Thursday, April 3

The Agitator's take on the AFP conference

Thanks for all the great feedback everyone is offering on my most recent column for the NonProfit Times. I really didn't think it was a Jerry Maguire moment when I wrote it. I just get sick and tired of fundraisers who go to conferences unprepared - wasting time and money - without getting anything out of the experience. I think it can (and should) be better... so I said so.

Roger Craver had a great way of describing the AFP on his Agitator blog. Because I know that blog takes a long time to load, I wanted to clip a portion of his well written post below:

The annual migration in our trade is underway. The Association of Fundraising Professionals opened its annual conference yesterday in San Diego. Consultants wooing clients, printers, envelope salespeople, new media application service providers ... all there wooing everyone in sight, along with 1/3 of the attendees looking for new jobs and wearing their best smiles.

Unfortunately, I can't be there observing us all in our natural habitat. But I do want to send this note to loyal Agitator readers who are opening this morning's edition over coffee in their rooms, ploughing through The Conference Program wondering what sessions they should attend today or whether they should just go to Sea World. (By the way, Sea World has a terrific website and is a good place to visit!)

There's a wide offering in the AFP Conference Program. From the conventional to the important to the inane. What strikes me by its absence is there's very, very little about what will matter most in effective fundraising in the years to come: social networking advances thanks to technology.
Excellent. Roger goes on to name some of the names that DID speak - Mark Rovner, Nick Allen, and Nicci Noble - all three excellent speakers for nonprofit fundraisers to learn from.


Problem description:
Return the records exactly as they appear below, omitting the pictures.

Input material:
-------------------------

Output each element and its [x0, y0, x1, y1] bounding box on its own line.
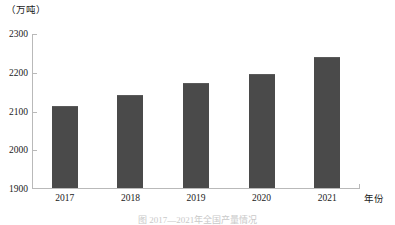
bar-2017 — [52, 106, 78, 188]
x-tick-label-2021: 2021 — [318, 192, 337, 204]
bar-2019 — [183, 83, 209, 188]
y-axis-tick — [33, 150, 37, 151]
figure-caption-clipped: 图 2017—2021年全国产量情况 — [0, 215, 395, 225]
figure-caption-text: 图 2017—2021年全国产量情况 — [0, 215, 395, 225]
bar-2020 — [249, 74, 275, 188]
x-axis-tick-labels: 2017 2018 2019 2020 2021 — [32, 192, 360, 206]
x-tick-label-2019: 2019 — [187, 192, 206, 204]
x-axis-line — [32, 188, 360, 189]
bar-2021 — [314, 57, 340, 188]
x-axis-cap — [359, 184, 360, 189]
y-axis-tick-labels: 2300 2200 2100 2000 1900 — [0, 34, 28, 189]
x-tick-label-2018: 2018 — [121, 192, 140, 204]
y-tick-label: 2000 — [0, 145, 28, 155]
x-tick-label-2020: 2020 — [252, 192, 271, 204]
bar-2018 — [117, 95, 143, 188]
y-axis-tick — [33, 34, 37, 35]
y-axis-unit-label: （万吨） — [6, 4, 46, 16]
x-axis-title: 年份 — [364, 193, 384, 205]
chart-screenshot: （万吨） 2300 2200 2100 2000 1900 2017 2018 … — [0, 0, 395, 225]
y-tick-label: 1900 — [0, 184, 28, 194]
y-tick-label: 2300 — [0, 29, 28, 39]
y-axis-tick — [33, 73, 37, 74]
x-tick-label-2017: 2017 — [55, 192, 74, 204]
plot-area — [32, 34, 360, 189]
y-axis-tick — [33, 112, 37, 113]
y-tick-label: 2100 — [0, 107, 28, 117]
y-tick-label: 2200 — [0, 68, 28, 78]
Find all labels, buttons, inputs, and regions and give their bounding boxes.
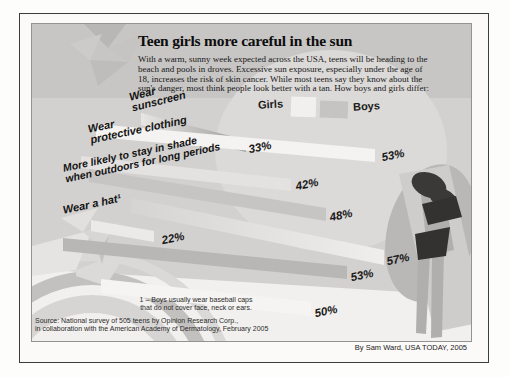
- byline-credit: By Sam Ward, USA TODAY, 2005: [355, 343, 467, 352]
- scanned-newspaper-snapshot: Teen girls more careful in the sun With …: [0, 0, 509, 377]
- source-line: Source: National survey of 505 teens by …: [35, 317, 335, 332]
- footnote: 1 – Boys usually wear baseball caps that…: [128, 296, 264, 311]
- chart-title: Teen girls more careful in the sun: [138, 32, 472, 50]
- column-header-boys: Boys: [353, 99, 380, 112]
- infographic-panel: Teen girls more careful in the sun With …: [31, 23, 472, 342]
- chart-intro: With a warm, sunny week expected across …: [138, 55, 472, 94]
- column-header-girls: Girls: [258, 97, 284, 110]
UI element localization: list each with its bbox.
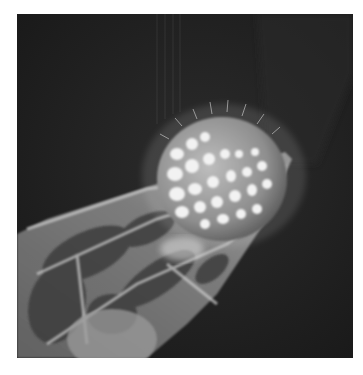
micrograph-frame: [17, 14, 353, 358]
sem-micrograph: [17, 14, 353, 358]
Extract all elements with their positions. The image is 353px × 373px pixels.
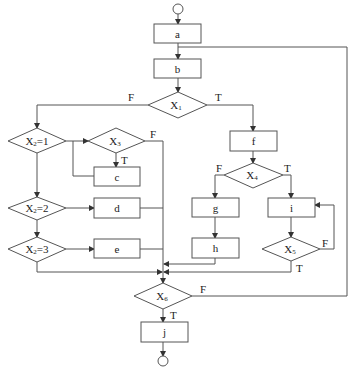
x2-1-suffix: =1	[37, 135, 49, 147]
decision-x4: X4	[224, 163, 283, 188]
process-b-label: b	[175, 63, 181, 75]
process-c-label: c	[115, 171, 120, 183]
process-f: f	[230, 131, 277, 151]
x5-subscript: 5	[292, 248, 296, 256]
end-terminal	[158, 356, 168, 366]
process-e-label: e	[115, 243, 120, 255]
x1-label: X	[170, 99, 178, 111]
x6-label: X	[156, 290, 164, 302]
decision-x1: X1	[148, 92, 207, 118]
decision-x3: X3	[88, 128, 145, 153]
decision-x2-eq-1: X2=1	[8, 128, 66, 153]
x5-false-label: F	[322, 237, 328, 249]
x5-true-label: T	[296, 262, 303, 274]
x2-2-suffix: =2	[37, 202, 49, 214]
x4-false-label: F	[216, 162, 222, 174]
process-d: d	[94, 198, 140, 218]
x6-true-label: T	[170, 309, 177, 321]
process-a-label: a	[175, 28, 180, 40]
process-i-label: i	[290, 202, 293, 214]
process-c: c	[94, 167, 140, 186]
process-h: h	[192, 238, 239, 258]
edge-x3-false	[145, 141, 163, 283]
process-h-label: h	[213, 242, 219, 254]
flowchart-canvas: F T F T F T F T F T a b c d e f g	[0, 0, 353, 373]
edge-x4-false	[215, 175, 224, 198]
edge-x1-true	[207, 105, 253, 131]
decision-x2-eq-3: X2=3	[8, 237, 66, 262]
decision-x2-eq-2: X2=2	[8, 197, 66, 220]
svg-text:X2=1: X2=1	[25, 135, 48, 148]
x2-2-label: X	[25, 202, 33, 214]
decision-x5: X5	[262, 237, 320, 261]
edge-x5-true	[164, 261, 291, 272]
x3-subscript: 3	[117, 140, 121, 148]
x2-3-suffix: =3	[37, 243, 49, 255]
edge-x1-false	[37, 105, 148, 128]
edge-c-x3	[73, 141, 94, 176]
x1-subscript: 1	[178, 104, 182, 112]
svg-text:X2=3: X2=3	[25, 243, 49, 256]
x5-label: X	[284, 243, 292, 255]
process-b: b	[154, 59, 201, 78]
process-d-label: d	[114, 202, 120, 214]
start-terminal	[173, 4, 183, 14]
process-i: i	[268, 198, 315, 217]
x4-label: X	[246, 169, 254, 181]
svg-text:X2=2: X2=2	[25, 202, 48, 215]
x6-subscript: 6	[164, 295, 168, 303]
process-j: j	[141, 322, 188, 342]
process-a: a	[154, 24, 201, 43]
x6-false-label: F	[200, 283, 206, 295]
x4-subscript: 4	[254, 174, 258, 182]
x1-false-label: F	[128, 91, 134, 103]
x1-true-label: T	[215, 91, 222, 103]
process-j-label: j	[162, 326, 166, 338]
edge-x4-true	[283, 175, 291, 198]
x2-1-label: X	[25, 135, 33, 147]
process-e: e	[94, 239, 140, 258]
decision-x6: X6	[134, 283, 192, 309]
process-f-label: f	[252, 135, 256, 147]
process-g: g	[192, 198, 239, 217]
x3-label: X	[109, 135, 117, 147]
edge-x23-merge	[37, 262, 162, 272]
x3-false-label: F	[150, 128, 156, 140]
x4-true-label: T	[284, 162, 291, 174]
x3-true-label: T	[121, 154, 128, 166]
x2-3-label: X	[25, 243, 33, 255]
process-g-label: g	[213, 202, 219, 214]
edge-h-merge	[164, 258, 215, 264]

-------------------------

Expected output:
Output each element and its [x0, y0, x1, y1] bounding box on its own line.
bar-2017 — [52, 106, 78, 188]
x-tick-label-2021: 2021 — [318, 192, 337, 204]
bar-2019 — [183, 83, 209, 188]
y-axis-tick — [33, 150, 37, 151]
figure-caption-clipped: 图 2017—2021年全国产量情况 — [0, 215, 395, 225]
figure-caption-text: 图 2017—2021年全国产量情况 — [0, 215, 395, 225]
bar-2020 — [249, 74, 275, 188]
x-axis-tick-labels: 2017 2018 2019 2020 2021 — [32, 192, 360, 206]
x-tick-label-2019: 2019 — [187, 192, 206, 204]
x-axis-line — [32, 188, 360, 189]
bar-2021 — [314, 57, 340, 188]
x-axis-cap — [359, 184, 360, 189]
y-axis-tick-labels: 2300 2200 2100 2000 1900 — [0, 34, 28, 189]
x-tick-label-2018: 2018 — [121, 192, 140, 204]
y-tick-label: 2000 — [0, 145, 28, 155]
x-tick-label-2020: 2020 — [252, 192, 271, 204]
bar-2018 — [117, 95, 143, 188]
y-axis-tick — [33, 34, 37, 35]
y-axis-unit-label: （万吨） — [6, 4, 46, 16]
x-axis-title: 年份 — [364, 193, 384, 205]
chart-screenshot: （万吨） 2300 2200 2100 2000 1900 2017 2018 … — [0, 0, 395, 225]
y-tick-label: 1900 — [0, 184, 28, 194]
y-tick-label: 2300 — [0, 29, 28, 39]
y-axis-tick — [33, 73, 37, 74]
x-tick-label-2017: 2017 — [55, 192, 74, 204]
plot-area — [32, 34, 360, 189]
y-axis-tick — [33, 112, 37, 113]
y-tick-label: 2100 — [0, 107, 28, 117]
y-tick-label: 2200 — [0, 68, 28, 78]
Find all labels, buttons, inputs, and regions and give their bounding boxes.
- byline-credit: By Sam Ward, USA TODAY, 2005: [355, 343, 467, 352]
- scanned-newspaper-snapshot: Teen girls more careful in the sun With …: [0, 0, 509, 377]
- source-line: Source: National survey of 505 teens by …: [35, 317, 335, 332]
- footnote: 1 – Boys usually wear baseball caps that…: [128, 296, 264, 311]
- chart-title: Teen girls more careful in the sun: [138, 32, 472, 50]
- column-header-boys: Boys: [353, 99, 380, 112]
- infographic-panel: Teen girls more careful in the sun With …: [31, 23, 472, 342]
- chart-intro: With a warm, sunny week expected across …: [138, 55, 472, 94]
- column-header-girls: Girls: [258, 97, 284, 110]
UI element localization: list each with its bbox.
micrograph-frame: [17, 14, 353, 358]
sem-micrograph: [17, 14, 353, 358]
Extract all elements with their positions. The image is 353px × 373px pixels.
x2-1-suffix: =1	[37, 135, 49, 147]
decision-x4: X4	[224, 163, 283, 188]
process-b-label: b	[175, 63, 181, 75]
process-c-label: c	[115, 171, 120, 183]
process-f: f	[230, 131, 277, 151]
x5-subscript: 5	[292, 248, 296, 256]
end-terminal	[158, 356, 168, 366]
process-e-label: e	[115, 243, 120, 255]
x1-label: X	[170, 99, 178, 111]
x6-label: X	[156, 290, 164, 302]
decision-x1: X1	[148, 92, 207, 118]
decision-x3: X3	[88, 128, 145, 153]
decision-x2-eq-1: X2=1	[8, 128, 66, 153]
x5-false-label: F	[322, 237, 328, 249]
x5-true-label: T	[296, 262, 303, 274]
x2-2-suffix: =2	[37, 202, 49, 214]
x4-false-label: F	[216, 162, 222, 174]
process-d: d	[94, 198, 140, 218]
x6-true-label: T	[170, 309, 177, 321]
process-a-label: a	[175, 28, 180, 40]
process-i-label: i	[290, 202, 293, 214]
process-c: c	[94, 167, 140, 186]
process-h: h	[192, 238, 239, 258]
edge-x3-false	[145, 141, 163, 283]
process-h-label: h	[213, 242, 219, 254]
flowchart-canvas: F T F T F T F T F T a b c d e f g	[0, 0, 353, 373]
edge-x4-false	[215, 175, 224, 198]
edge-x1-true	[207, 105, 253, 131]
decision-x2-eq-3: X2=3	[8, 237, 66, 262]
decision-x2-eq-2: X2=2	[8, 197, 66, 220]
svg-text:X2=1: X2=1	[25, 135, 48, 148]
x2-2-label: X	[25, 202, 33, 214]
decision-x5: X5	[262, 237, 320, 261]
edge-x5-true	[164, 261, 291, 272]
x3-subscript: 3	[117, 140, 121, 148]
x2-3-suffix: =3	[37, 243, 49, 255]
edge-x1-false	[37, 105, 148, 128]
edge-c-x3	[73, 141, 94, 176]
x1-subscript: 1	[178, 104, 182, 112]
svg-text:X2=3: X2=3	[25, 243, 49, 256]
x5-label: X	[284, 243, 292, 255]
process-b: b	[154, 59, 201, 78]
process-d-label: d	[114, 202, 120, 214]
start-terminal	[173, 4, 183, 14]
process-i: i	[268, 198, 315, 217]
x4-label: X	[246, 169, 254, 181]
svg-text:X2=2: X2=2	[25, 202, 48, 215]
x6-subscript: 6	[164, 295, 168, 303]
process-j: j	[141, 322, 188, 342]
process-a: a	[154, 24, 201, 43]
x6-false-label: F	[200, 283, 206, 295]
x4-subscript: 4	[254, 174, 258, 182]
x1-false-label: F	[128, 91, 134, 103]
x1-true-label: T	[215, 91, 222, 103]
process-j-label: j	[162, 326, 166, 338]
edge-x4-true	[283, 175, 291, 198]
x2-1-label: X	[25, 135, 33, 147]
process-e: e	[94, 239, 140, 258]
decision-x6: X6	[134, 283, 192, 309]
process-f-label: f	[252, 135, 256, 147]
process-g: g	[192, 198, 239, 217]
x3-label: X	[109, 135, 117, 147]
edge-x23-merge	[37, 262, 162, 272]
x3-false-label: F	[150, 128, 156, 140]
x4-true-label: T	[284, 162, 291, 174]
x3-true-label: T	[121, 154, 128, 166]
x2-3-label: X	[25, 243, 33, 255]
process-g-label: g	[213, 202, 219, 214]
edge-h-merge	[164, 258, 215, 264]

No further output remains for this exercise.